Dive Brief:
- The Food and Drug Administration on Tuesday issued final guidance on developing abuse-deterrent opioid generics in an effort to make it easier and faster for manufacturers to bring them to market.
- So far, the agency has approved 10 opioid products with abuse-deterrent properties. Looking to increase that number, the FDA's new guidance outlines how makers of generic opioids can best show their drugs are just as difficult to exploit as the products they reference. One suggestion was to use a tiered system that evaluates a drug's safety profile based on a series of increasingly complex measures a patient would have to go through to abuse it.
- "Until we’re able to find new non-opioid forms of pain management for those who need treatment for pain, it’s critical that we also continue to promote the development of opioids that are harder to manipulate and abuse, and take steps to encourage their use over opioids that don’t offer any form of abuse deterrence," FDA Commissioner Scott Gottlieb said in a Nov. 21 statement.
Dive Insight:
Opioid abuse has ravaged the U.S. healthcare system in recent years, prompting the FDA to take on initiatives aimed at combating the crisis. In 2015, the agency issued guidance about what exactly makes an opioid abuse-deterrent. Now, it's looking to get more drugs that meet those standards on the market and available to patients.
Tucked into the FDA's latest guidance are recommendations on what needs to be included in an abbreviated New Drug Application (ANDA) to demonstrate a solid, oral, generic opioid carries the same abuse-deterrent properties as its reference product, as well as the most efficient ways of obtaining that information.

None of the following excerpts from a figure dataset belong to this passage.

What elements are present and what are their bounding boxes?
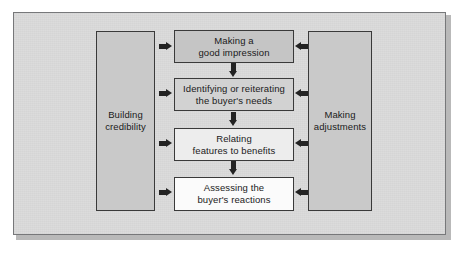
arrow-head xyxy=(295,42,301,50)
arrow-down-icon-step-2-to-step-3 xyxy=(229,112,238,126)
arrow-stem xyxy=(300,91,308,96)
arrow-head xyxy=(166,139,172,147)
arrow-head xyxy=(166,188,172,196)
arrow-left-icon-adjustments-to-step-4 xyxy=(295,188,308,197)
arrow-stem xyxy=(300,141,308,146)
arrow-right-icon-credibility-to-step-4 xyxy=(159,188,172,197)
arrow-right-icon-credibility-to-step-1 xyxy=(159,42,172,51)
arrow-left-icon-adjustments-to-step-1 xyxy=(295,42,308,51)
diagram-screenshot: Building credibility Making adjustments … xyxy=(0,0,467,253)
node-making-adjustments[interactable]: Making adjustments xyxy=(308,31,372,211)
arrow-stem xyxy=(300,190,308,195)
node-step-4-label: Assessing the buyer's reactions xyxy=(194,182,273,205)
arrow-right-icon-credibility-to-step-2 xyxy=(159,89,172,98)
arrow-right-icon-credibility-to-step-3 xyxy=(159,139,172,148)
node-step-identifying-buyers-needs[interactable]: Identifying or reiterating the buyer's n… xyxy=(174,78,294,111)
node-step-2-label: Identifying or reiterating the buyer's n… xyxy=(180,83,288,106)
node-step-relating-features-to-benefits[interactable]: Relating features to benefits xyxy=(174,128,294,161)
arrow-left-icon-adjustments-to-step-2 xyxy=(295,89,308,98)
node-building-credibility[interactable]: Building credibility xyxy=(96,31,155,211)
node-step-assessing-buyers-reactions[interactable]: Assessing the buyer's reactions xyxy=(174,177,294,211)
arrow-down-icon-step-3-to-step-4 xyxy=(229,161,238,175)
arrow-head xyxy=(166,89,172,97)
arrow-head xyxy=(295,139,301,147)
node-step-1-label: Making a good impression xyxy=(195,35,272,58)
node-making-adjustments-label: Making adjustments xyxy=(311,109,369,132)
node-building-credibility-label: Building credibility xyxy=(102,109,149,132)
arrow-stem xyxy=(300,44,308,49)
arrow-head xyxy=(229,71,237,77)
node-step-3-label: Relating features to benefits xyxy=(190,133,279,156)
arrow-head xyxy=(229,120,237,126)
node-step-making-a-good-impression[interactable]: Making a good impression xyxy=(174,30,294,63)
arrow-head xyxy=(295,89,301,97)
arrow-left-icon-adjustments-to-step-3 xyxy=(295,139,308,148)
arrow-down-icon-step-1-to-step-2 xyxy=(229,63,238,77)
arrow-head xyxy=(166,42,172,50)
arrow-head xyxy=(295,188,301,196)
arrow-head xyxy=(229,169,237,175)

For instance, the agency advises drugmakers use tier-based and/or performance-based approaches when comparing investigational drugs to their reference products. The former approach is meant to cap the number of tests researchers need to perform by assessing the drug only at various tiers — which are defined by how complex the process would be for a patient to manipulate the product (think crushing or dissolving it). The latter approach is meant to determine how a test product fares across various routes of abuse, which include ingesting, injecting and smoking.
The FDA also recommended that tier-based evaluation should be used when testing a drug in-vivo, and that all ANDAs for generic, abuse-deterrent opioids come with data from extraction studies.
Between 1999 and 2015, at least 183,000 people in the U.S. died from prescription opioid-related overdoses, according to the Centers for Disease Prevention and Control. While abuse-deterrent opioid painkillers offer safer options in many regards, many factors have stifled their uptake.
"The reason for their more limited use is likely multifold," Gottlieb said in the statement. "We know there can be a learning curve that comes with new technologies. Some prescribers may not be aware of the existence of these drugs, or may be uncertain of when to prescribe the abuse-deterrent versions. But we also know a significant barrier to use can be price. Because these new formulations are currently only available as brand-name products, they’re inherently more expensive than the numerous non-abuse deterrent formulations that are also available in generic formulations."
"Transitioning from the current market, dominated by conventional opioids, to one in which most opioids have abuse-deterrent properties, holds significant promise for a meaningful public health benefit," he added.